Enough Muslims share that fervency to endanger the lives of those they despise, and this tendency toward violence cannot be tolerated by either their Western targets or by Muslims who refuse to subscribe to a jihadist ideology. And there is no way to distinguish those who might kill from those who won’t. The Muslim community might be able to make this distinction, but a 25-year-old European or American policeman cannot. And the Muslims either can’t or won’t police themselves. Therefore, we are left in a state of war. French Prime Minister Manuel Valls has called this a war on radical Islam. If only they wore uniforms or bore distinctive birthmarks, then fighting only the radical Islamists would not be a problem. But Valls’ distinctions notwithstanding, the world can either accept periodic attacks, or see the entire Muslim community as a potential threat until proven otherwise. These are terrible choices, but history is filled with them. Calling for a war on radical Islamists is like calling for war on the followers of Jean-Paul Sartre. Exactly what do they look like? …Europe’s sense of nation is rooted in shared history, language, ethnicity and, yes, in Christianity or its heir, secularism. Europe has no concept of the nation except for these things, and Muslims share in none of them. It is difficult to imagine another outcome save for another round of ghettoization and deportation. This is repulsive to the European sensibility now, but certainly not alien to European history. Unable to distinguish radical Muslims from other Muslims, Europe will increasingly and unintentionally move in this direction. …We are entering a place that has no solutions. Such a place does have decisions, and all of the choices will be bad. What has to be done will be done, and those who refused to make choices will see themselves as more moral than those who did. There is a war, and like all wars, this one is very different from the last in the way it is prosecuted. But it is war nonetheless, and denying that is denying the obvious.

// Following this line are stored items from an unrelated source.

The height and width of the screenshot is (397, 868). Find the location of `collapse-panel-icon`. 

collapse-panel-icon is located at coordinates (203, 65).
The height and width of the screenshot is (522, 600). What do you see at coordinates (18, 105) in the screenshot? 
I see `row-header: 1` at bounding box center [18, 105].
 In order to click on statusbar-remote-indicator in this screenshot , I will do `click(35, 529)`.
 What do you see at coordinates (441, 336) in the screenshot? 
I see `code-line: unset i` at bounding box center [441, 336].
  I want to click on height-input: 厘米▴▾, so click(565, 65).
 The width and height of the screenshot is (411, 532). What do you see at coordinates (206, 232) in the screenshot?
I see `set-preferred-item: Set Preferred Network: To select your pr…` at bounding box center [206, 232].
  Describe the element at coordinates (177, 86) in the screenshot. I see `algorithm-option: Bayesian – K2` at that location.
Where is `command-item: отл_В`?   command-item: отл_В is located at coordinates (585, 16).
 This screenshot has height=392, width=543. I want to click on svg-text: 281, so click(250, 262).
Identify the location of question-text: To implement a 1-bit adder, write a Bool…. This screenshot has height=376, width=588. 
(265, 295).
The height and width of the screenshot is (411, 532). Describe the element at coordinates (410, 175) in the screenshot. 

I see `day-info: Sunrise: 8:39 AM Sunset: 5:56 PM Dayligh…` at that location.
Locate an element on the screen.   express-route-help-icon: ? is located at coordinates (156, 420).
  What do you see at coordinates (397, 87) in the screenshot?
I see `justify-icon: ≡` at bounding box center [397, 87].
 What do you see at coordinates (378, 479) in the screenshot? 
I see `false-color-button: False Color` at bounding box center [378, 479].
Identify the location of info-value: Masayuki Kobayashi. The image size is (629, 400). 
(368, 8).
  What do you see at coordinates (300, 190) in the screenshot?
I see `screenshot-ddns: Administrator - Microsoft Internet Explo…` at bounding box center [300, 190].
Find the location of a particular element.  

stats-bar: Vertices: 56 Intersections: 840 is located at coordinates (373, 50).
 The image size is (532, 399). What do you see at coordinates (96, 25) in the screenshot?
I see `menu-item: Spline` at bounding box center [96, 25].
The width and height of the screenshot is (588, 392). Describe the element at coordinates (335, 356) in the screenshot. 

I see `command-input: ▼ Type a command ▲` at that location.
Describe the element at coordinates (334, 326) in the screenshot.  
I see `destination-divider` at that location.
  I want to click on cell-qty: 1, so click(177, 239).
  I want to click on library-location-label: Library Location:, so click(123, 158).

The attacks of the last couple of months are forcing the affected countries to take the first baby steps toward considering these questions. Danish columnists discuss whether radical Imams should have the freedom of speech to preach hate. France’s Le Figaro hosts a feature on “20 years of Islamist terrorist attacks” and discusses the rising threat of terror across Europe.

Meanwhile in Germany—which has not experienced a major Islamic terrorist attack, though it has had plenty of threats, including one this weekend—the media is more aloof and politically correct. Der Spiegel, for example, published an article on Hussein without mentioning the words “terrorist” or “Islam.” The closest it gets to informing the reader that the shooter was Muslim was when it mentions that “the young man had mostly kept to his Muslim friends.”

Of course there are many in Germany who do not share this rather naive world view, as its recent anti-Islam protests have shown. Nonetheless, the different approaches between victims and those spared shows how just one relatively small attack can change a country. Extremist Muslims show no signs of stopping these attacks, and the West is no closer to making them stop. As Freidman’s cold, logical reasoning shows, these attacks will lead Europe to take a much more antagonistic approach to Islam.

For more on the potential for conflict between Europe and Islam, read Brad Macdonald’s article “Catholic Europe vs. Islamic Hordes: Round 2.”